Flag of Japan - Present-day Perception

Present-day Perception

According to polls conduced by mainstream media, most Japanese people had perceived the flag of Japan as the national flag even before the passage of the Law Regarding the National Flag and National Anthem in 1999. Despite this, controversies surrounding the use of the flag in school events or media still remain. For example, liberal newspapers such as Asahi Shimbun and Mainichi Shimbun often feature articles critical of the flag of Japan, reflecting their readerships' political spectrum.

The display of the Hinomaru at homes and businesses is also debated in Japanese society. Because of the association of the Hinomaru with uyoku dantai (right wing) activists, reactionary politics, or hooliganism, some homes and businesses do not fly the flag. To other Japanese, the flag represents the time where democracy was suppressed when Japan was an empire. The Japanese Communist Party is vocally against the flag.

Negative perceptions of the Hinomaru exist in former colonies of Japan as well as within Japan itself, such as in Okinawa. In one notable example of this, on October 26, 1987, an Okinawan supermarket owner burned the Hinomaru before the start of the National Sports Festival of Japan. The flag burner, Shōichi Chibana, burned the Hinomaru not only to show opposition to atrocities committed by the Japanese army and the continued presence of U.S. forces, but also to prevent it from being displayed in public. Other incidents in Okinawa included the flag being torn down during school ceremonies and students refusing to honor the flag as it was being raised to the sounds of Kimigayo. In the People's Republic of China and South Korea, both of which had been occupied by the Empire of Japan, the 1999 formal adoption of the Hinomaru was met with reactions of Japan moving towards the right and also a step towards remilitarization. The passage of the 1999 law also coincided with the debates about the status of Yasukuni, US-Japan military cooperation and the creation of a missile defense. In other nations that Japan occupied, the 1999 law was met with mixed reactions or glossed over. In Singapore, the older generation still harbors ill feelings toward the flag while the younger generation does not hold similar views. The Philippines government not only believed that Japan was not going to revert back to militarism, but the goal of the 1999 law was to formally establish two symbols (the flag and anthem) in law and every state has a right to create national symbols. Japan has no law criminalizing the burning of the Hinomaru, but foreign flags cannot be burned in Japan.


- Problem details
Where a line of the records holds the string "component", copy that line.

[Opening Task input section]

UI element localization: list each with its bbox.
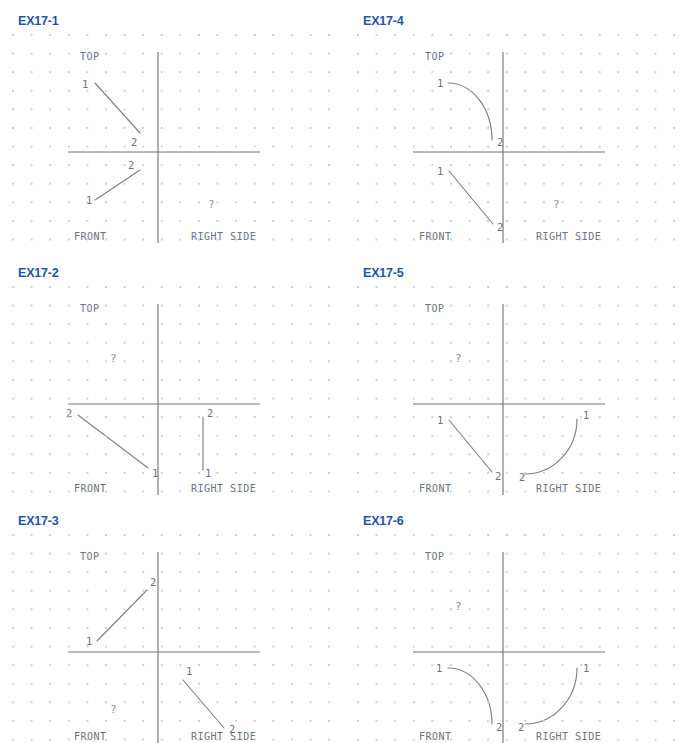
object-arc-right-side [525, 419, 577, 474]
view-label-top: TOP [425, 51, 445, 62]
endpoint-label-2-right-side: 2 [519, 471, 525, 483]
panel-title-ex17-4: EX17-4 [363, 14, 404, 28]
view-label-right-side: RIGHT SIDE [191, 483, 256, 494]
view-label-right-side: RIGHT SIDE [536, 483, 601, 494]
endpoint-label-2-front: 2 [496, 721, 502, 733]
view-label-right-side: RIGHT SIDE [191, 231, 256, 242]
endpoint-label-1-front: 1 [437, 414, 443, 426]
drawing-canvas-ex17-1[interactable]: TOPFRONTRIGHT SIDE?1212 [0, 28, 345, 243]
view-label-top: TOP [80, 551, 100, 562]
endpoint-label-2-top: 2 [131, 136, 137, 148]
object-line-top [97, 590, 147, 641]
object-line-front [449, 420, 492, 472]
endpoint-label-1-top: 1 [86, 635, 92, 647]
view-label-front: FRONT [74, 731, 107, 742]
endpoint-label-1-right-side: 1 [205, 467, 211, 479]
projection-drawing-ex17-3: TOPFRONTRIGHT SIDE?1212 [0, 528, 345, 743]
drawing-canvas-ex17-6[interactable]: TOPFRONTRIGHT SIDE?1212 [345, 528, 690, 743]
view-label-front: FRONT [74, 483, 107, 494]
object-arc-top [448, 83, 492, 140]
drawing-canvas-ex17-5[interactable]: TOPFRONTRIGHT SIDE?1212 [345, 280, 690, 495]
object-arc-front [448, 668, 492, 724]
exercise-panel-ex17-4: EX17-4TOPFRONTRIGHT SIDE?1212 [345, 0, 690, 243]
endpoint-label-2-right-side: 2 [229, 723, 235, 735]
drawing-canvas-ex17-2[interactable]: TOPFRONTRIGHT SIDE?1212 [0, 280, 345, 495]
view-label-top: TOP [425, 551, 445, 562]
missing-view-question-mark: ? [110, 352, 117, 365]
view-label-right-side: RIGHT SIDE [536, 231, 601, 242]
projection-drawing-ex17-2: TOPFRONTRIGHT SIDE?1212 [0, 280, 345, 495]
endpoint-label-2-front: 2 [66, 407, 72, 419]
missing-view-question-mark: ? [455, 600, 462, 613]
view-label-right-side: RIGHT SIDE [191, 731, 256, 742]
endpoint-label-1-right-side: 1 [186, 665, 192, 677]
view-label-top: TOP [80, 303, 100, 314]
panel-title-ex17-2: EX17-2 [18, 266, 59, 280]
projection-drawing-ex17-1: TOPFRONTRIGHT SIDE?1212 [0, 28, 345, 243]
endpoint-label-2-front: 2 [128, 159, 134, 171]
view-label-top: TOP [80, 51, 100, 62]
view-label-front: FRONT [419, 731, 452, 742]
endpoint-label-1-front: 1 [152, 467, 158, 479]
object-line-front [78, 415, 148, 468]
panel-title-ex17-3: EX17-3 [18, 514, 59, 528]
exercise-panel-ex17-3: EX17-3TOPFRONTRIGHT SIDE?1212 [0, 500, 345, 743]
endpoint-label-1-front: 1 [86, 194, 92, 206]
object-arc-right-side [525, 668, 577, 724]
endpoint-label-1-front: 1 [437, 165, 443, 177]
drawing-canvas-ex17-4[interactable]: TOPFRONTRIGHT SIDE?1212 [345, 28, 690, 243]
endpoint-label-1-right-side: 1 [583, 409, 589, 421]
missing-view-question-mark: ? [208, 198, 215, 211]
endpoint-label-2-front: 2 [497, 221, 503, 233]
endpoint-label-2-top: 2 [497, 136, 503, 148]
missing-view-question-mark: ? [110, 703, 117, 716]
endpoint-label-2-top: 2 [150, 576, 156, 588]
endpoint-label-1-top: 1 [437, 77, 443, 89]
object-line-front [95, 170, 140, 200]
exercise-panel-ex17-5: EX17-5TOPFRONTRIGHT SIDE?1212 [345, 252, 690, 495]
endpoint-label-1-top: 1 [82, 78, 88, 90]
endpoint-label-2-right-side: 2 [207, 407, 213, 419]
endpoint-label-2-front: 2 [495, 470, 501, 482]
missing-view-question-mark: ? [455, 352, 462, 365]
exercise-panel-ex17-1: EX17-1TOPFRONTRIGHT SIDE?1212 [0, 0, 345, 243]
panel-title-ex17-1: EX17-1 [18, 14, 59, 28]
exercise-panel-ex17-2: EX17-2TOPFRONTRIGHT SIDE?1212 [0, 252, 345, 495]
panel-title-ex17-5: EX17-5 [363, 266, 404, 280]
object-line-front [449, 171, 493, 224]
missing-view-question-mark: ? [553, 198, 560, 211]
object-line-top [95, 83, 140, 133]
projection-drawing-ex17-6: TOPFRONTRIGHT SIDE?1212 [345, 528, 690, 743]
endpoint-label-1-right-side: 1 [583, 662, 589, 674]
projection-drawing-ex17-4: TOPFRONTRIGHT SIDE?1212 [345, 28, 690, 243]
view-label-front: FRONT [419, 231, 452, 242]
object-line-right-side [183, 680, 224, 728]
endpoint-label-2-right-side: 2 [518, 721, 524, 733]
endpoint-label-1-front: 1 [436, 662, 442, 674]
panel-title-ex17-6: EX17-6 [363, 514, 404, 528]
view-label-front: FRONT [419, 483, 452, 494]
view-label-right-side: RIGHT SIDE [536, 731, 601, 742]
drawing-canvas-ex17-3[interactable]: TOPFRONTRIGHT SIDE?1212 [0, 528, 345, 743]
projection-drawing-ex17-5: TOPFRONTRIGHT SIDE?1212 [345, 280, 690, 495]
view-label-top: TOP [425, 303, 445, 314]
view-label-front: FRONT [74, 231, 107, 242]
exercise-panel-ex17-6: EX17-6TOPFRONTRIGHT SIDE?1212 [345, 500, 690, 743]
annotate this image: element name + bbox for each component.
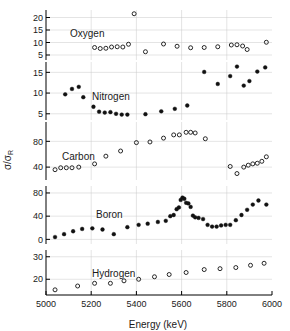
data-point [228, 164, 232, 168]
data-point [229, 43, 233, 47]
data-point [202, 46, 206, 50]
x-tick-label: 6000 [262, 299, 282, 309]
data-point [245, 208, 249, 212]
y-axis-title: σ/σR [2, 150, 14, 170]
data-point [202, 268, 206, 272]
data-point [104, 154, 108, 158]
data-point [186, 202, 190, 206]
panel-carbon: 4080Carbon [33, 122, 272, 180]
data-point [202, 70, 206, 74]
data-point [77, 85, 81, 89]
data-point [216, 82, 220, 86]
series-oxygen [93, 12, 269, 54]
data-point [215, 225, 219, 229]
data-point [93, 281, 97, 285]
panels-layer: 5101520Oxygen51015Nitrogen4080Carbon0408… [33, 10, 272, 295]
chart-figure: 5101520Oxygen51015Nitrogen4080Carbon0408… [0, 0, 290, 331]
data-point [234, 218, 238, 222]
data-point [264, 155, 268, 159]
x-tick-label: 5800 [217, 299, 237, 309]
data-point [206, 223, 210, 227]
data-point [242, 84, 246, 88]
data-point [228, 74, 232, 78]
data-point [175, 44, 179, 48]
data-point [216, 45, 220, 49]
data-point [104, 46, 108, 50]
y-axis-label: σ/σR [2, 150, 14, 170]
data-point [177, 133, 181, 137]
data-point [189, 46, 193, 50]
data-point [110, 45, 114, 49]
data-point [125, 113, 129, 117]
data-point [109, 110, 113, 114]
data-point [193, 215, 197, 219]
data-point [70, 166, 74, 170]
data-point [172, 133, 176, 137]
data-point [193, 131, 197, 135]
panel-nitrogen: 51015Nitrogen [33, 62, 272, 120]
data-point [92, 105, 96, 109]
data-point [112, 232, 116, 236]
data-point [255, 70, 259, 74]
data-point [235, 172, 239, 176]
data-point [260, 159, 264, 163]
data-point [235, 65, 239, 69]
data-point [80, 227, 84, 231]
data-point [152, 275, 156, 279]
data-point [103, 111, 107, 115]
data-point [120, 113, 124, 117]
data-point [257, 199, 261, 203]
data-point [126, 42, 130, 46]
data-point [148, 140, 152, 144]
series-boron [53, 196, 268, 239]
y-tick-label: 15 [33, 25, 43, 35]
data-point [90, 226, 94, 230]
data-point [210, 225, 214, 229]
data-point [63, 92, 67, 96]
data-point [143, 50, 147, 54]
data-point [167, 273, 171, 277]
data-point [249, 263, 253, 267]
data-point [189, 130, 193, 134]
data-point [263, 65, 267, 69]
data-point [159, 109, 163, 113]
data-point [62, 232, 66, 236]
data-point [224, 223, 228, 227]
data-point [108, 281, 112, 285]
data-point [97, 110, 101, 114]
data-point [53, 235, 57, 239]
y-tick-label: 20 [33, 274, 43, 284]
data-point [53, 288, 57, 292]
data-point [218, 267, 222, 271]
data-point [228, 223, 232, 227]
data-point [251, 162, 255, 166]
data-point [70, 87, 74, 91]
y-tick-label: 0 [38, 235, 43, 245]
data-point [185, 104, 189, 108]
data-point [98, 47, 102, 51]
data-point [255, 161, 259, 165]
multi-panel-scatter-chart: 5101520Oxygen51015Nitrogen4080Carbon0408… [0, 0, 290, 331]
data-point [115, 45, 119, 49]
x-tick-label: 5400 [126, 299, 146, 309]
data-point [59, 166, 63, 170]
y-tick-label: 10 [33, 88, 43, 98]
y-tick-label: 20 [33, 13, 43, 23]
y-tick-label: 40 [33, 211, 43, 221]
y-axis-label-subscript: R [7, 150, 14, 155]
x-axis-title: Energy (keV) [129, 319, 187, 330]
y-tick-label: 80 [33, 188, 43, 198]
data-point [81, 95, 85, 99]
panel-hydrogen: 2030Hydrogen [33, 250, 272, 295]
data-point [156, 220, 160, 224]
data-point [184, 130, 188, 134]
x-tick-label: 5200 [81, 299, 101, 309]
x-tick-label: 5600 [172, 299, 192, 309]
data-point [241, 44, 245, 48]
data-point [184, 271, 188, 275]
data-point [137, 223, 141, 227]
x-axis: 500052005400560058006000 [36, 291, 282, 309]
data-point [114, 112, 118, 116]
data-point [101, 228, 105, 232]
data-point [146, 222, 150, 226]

[Closing Task input section]
[Opening Task input section]

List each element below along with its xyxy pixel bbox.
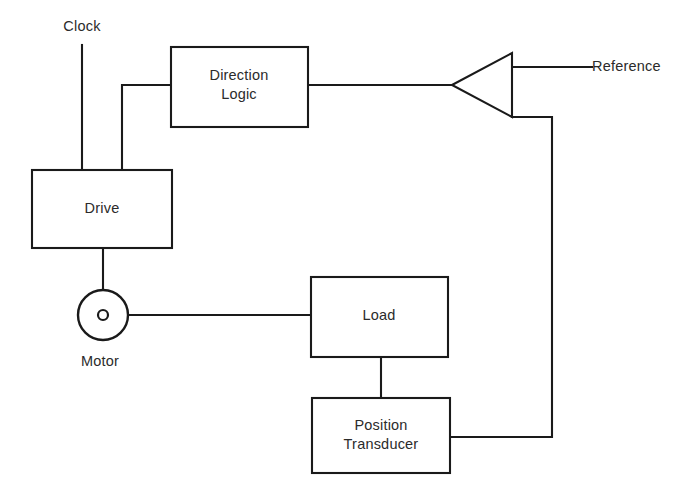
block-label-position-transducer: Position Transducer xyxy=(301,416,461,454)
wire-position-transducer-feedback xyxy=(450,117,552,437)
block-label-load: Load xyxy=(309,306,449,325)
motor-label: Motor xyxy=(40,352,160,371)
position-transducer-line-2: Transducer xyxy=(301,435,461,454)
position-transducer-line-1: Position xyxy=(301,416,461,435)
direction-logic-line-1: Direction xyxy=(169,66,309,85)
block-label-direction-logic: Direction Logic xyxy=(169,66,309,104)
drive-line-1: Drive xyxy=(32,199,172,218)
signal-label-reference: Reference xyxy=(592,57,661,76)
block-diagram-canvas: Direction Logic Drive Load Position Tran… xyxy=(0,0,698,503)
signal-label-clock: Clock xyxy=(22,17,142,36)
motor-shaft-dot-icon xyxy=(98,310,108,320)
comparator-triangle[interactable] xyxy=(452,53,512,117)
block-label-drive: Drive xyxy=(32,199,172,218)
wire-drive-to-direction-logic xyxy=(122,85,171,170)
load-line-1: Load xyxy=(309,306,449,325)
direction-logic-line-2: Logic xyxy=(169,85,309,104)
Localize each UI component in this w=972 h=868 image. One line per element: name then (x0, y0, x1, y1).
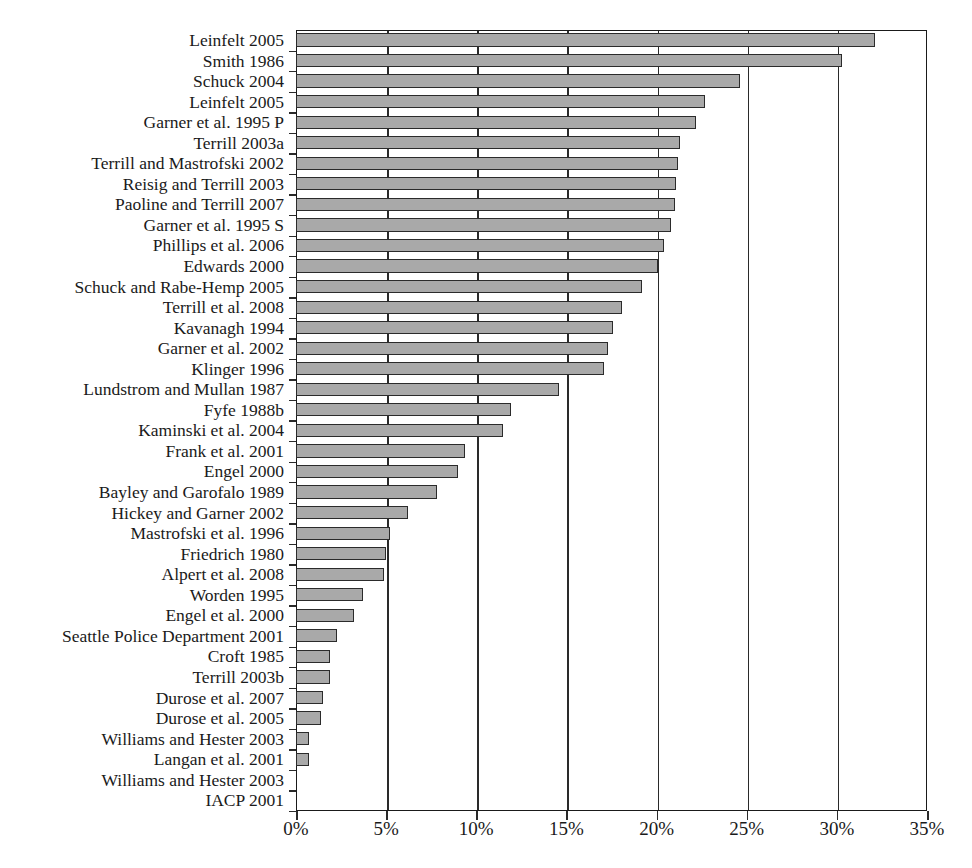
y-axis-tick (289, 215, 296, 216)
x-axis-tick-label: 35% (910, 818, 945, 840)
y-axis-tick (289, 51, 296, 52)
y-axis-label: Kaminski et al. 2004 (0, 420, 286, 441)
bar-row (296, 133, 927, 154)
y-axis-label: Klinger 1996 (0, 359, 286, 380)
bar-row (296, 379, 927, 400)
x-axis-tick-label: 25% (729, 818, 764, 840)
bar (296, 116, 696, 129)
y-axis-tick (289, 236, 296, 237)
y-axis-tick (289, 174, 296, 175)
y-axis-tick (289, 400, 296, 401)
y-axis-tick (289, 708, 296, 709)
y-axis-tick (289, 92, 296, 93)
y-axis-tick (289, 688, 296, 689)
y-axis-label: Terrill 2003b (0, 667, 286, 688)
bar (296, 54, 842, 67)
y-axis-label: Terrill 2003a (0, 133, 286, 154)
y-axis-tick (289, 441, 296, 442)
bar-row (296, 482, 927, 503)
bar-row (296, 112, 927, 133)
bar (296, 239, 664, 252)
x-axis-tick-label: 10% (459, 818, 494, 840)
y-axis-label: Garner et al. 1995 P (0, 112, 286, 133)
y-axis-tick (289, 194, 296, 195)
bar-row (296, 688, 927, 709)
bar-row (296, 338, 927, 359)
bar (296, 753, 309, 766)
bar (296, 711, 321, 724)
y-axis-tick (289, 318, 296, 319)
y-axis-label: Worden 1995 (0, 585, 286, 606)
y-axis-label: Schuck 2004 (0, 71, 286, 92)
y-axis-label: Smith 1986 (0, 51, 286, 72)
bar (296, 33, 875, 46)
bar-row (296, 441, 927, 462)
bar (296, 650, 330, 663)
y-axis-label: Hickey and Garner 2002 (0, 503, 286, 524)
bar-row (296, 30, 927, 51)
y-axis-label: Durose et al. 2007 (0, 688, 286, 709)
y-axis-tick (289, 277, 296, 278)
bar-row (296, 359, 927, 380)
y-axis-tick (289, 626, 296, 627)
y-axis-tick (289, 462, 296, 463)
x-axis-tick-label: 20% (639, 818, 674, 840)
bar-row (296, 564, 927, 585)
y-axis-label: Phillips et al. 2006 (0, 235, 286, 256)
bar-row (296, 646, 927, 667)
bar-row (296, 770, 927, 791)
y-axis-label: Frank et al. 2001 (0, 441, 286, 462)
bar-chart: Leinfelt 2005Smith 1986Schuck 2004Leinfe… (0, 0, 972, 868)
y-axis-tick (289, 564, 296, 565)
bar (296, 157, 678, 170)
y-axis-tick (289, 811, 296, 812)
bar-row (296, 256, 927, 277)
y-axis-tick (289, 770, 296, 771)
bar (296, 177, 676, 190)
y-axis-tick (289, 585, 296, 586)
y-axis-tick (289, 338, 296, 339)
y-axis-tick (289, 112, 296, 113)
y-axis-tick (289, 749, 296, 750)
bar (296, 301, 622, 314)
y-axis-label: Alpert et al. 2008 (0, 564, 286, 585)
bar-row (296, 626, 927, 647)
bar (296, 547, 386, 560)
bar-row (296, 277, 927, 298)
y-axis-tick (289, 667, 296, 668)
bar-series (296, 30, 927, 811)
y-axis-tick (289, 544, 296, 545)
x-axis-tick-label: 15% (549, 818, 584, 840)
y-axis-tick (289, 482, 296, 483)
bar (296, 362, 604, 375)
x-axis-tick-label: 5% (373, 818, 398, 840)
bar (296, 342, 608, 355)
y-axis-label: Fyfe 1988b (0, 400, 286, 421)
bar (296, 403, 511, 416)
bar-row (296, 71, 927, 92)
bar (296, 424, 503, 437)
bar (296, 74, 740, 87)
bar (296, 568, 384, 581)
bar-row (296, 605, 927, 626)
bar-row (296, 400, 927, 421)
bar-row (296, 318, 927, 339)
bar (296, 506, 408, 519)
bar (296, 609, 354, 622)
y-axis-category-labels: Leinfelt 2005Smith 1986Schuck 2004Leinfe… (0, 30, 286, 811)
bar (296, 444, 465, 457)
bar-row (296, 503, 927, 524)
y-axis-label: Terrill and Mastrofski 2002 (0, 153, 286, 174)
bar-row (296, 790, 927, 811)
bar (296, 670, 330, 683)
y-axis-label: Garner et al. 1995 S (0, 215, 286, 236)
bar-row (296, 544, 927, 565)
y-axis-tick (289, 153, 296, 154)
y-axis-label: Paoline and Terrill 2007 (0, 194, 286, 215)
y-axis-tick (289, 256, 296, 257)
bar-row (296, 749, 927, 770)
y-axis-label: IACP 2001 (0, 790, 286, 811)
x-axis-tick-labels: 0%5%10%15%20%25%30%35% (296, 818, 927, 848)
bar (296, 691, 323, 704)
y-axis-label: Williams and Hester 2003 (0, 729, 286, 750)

[Closing Task input section]
[Opening Task input section]

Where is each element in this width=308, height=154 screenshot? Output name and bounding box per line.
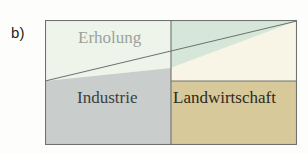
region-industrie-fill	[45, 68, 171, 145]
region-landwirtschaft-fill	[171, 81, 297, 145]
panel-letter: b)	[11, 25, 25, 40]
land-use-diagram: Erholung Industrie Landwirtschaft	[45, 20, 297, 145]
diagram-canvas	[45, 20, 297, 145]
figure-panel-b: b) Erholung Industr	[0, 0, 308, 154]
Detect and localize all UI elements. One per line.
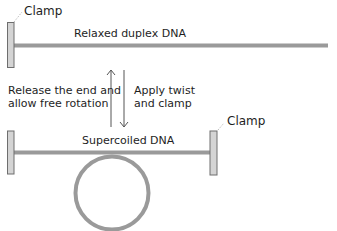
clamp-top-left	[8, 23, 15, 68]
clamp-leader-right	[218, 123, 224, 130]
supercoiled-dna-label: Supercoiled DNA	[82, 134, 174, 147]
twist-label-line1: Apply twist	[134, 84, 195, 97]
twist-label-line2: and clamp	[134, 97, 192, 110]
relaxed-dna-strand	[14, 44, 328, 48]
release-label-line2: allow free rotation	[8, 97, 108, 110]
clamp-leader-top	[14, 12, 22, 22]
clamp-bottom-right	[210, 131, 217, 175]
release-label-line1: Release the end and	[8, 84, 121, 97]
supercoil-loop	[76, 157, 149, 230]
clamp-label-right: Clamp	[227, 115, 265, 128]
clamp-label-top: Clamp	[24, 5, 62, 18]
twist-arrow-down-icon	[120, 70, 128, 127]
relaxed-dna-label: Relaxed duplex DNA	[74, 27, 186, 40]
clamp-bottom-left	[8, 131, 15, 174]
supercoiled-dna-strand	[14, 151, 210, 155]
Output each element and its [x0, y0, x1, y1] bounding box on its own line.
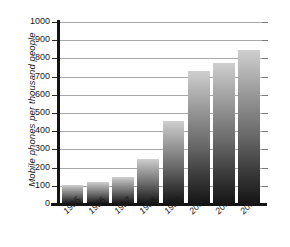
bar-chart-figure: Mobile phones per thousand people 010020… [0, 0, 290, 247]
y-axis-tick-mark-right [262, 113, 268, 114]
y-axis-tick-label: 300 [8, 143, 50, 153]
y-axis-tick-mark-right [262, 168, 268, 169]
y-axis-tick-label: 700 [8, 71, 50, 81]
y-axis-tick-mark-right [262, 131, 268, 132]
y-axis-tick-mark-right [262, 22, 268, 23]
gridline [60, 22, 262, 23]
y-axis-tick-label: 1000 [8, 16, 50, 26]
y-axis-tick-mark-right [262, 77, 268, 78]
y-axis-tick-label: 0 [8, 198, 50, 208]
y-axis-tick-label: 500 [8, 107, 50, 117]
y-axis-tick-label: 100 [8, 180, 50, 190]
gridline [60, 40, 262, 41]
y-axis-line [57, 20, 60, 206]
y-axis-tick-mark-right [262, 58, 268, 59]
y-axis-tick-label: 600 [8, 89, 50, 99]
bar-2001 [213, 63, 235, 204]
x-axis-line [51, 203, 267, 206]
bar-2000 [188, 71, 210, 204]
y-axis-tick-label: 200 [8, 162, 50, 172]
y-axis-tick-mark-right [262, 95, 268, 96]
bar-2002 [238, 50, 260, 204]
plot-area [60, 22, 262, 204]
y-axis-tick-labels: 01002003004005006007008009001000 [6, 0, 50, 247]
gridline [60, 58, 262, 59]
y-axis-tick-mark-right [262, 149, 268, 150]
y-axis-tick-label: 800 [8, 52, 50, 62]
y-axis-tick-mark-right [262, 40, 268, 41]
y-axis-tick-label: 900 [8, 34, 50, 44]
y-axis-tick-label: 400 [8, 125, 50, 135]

[Closing Task input section]

- Result for this task
annotate this image: element name + bbox for each component.
Localize each UI component in this w=972 h=868 image. One line per element: name then (x0, y0, x1, y1).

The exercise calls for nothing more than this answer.